Pulmonary nodules are the principal lung cancer indicator, whose malignancy is mainly related to their size, morphological and textural features. Computational deep representations are today the most common tool to characterize lung nodules but remain limited to capturing nodule variability. In consequence, nodule malignancy classification from CT observations remains an open problem. This work introduces a multi-head attention network that takes advantage of volumetric nodule observations and robustly represents textural and geometrical patterns, learned from a discriminative task. The proposed approach starts by computing 3D convolutions, exploiting textural patterns of volumetric nodules. Such convolutional representation is enriched from a multi-scale projection using receptive field blocks, followed by multiple volumetric attentions that exploit non-local nodule relationships. These attentions are fused to enhance the representation and achieve more robust malignancy discrimination. The proposed approach was validated on the public LIDC-IDRI dataset, achieving a 91.82% in F1-score, 91.19% in sensitivity, and 92.43% in AUC for binary classification. The reported results outperform the state-of-the-art strategy with 3D nodule representations.
Access to the requested content is limited to institutions that have purchased or subscribe to SPIE eBooks.
You are receiving this notice because your organization may not have SPIE eBooks access.*
*Shibboleth/Open Athens users─please
sign in
to access your institution's subscriptions.
To obtain this item, you may purchase the complete book in print or electronic format on
SPIE.org.
INSTITUTIONAL Select your institution to access the SPIE Digital Library.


• _EXERCISE AIM_:
Look for the word "diagram" in the records, and copy each line where it appears.
(Beginning of TASK INPUTS)
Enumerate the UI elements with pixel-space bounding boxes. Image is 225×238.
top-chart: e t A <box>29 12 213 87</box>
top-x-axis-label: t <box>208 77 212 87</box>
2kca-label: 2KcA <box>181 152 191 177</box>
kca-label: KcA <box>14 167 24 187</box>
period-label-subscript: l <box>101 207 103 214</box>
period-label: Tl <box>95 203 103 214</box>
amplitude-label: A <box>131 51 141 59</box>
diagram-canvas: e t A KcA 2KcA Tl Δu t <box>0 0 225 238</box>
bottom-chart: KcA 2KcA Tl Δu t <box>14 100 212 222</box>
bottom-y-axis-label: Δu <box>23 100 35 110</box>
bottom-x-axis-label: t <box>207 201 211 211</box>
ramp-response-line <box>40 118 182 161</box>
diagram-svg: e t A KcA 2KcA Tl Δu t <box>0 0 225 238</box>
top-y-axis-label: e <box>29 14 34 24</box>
(End of TASK INPUTS)
• _ANSWER AREA_:
diagram-canvas: e t A KcA 2KcA Tl Δu t <box>0 0 225 238</box>
diagram-svg: e t A KcA 2KcA Tl Δu t <box>0 0 225 238</box>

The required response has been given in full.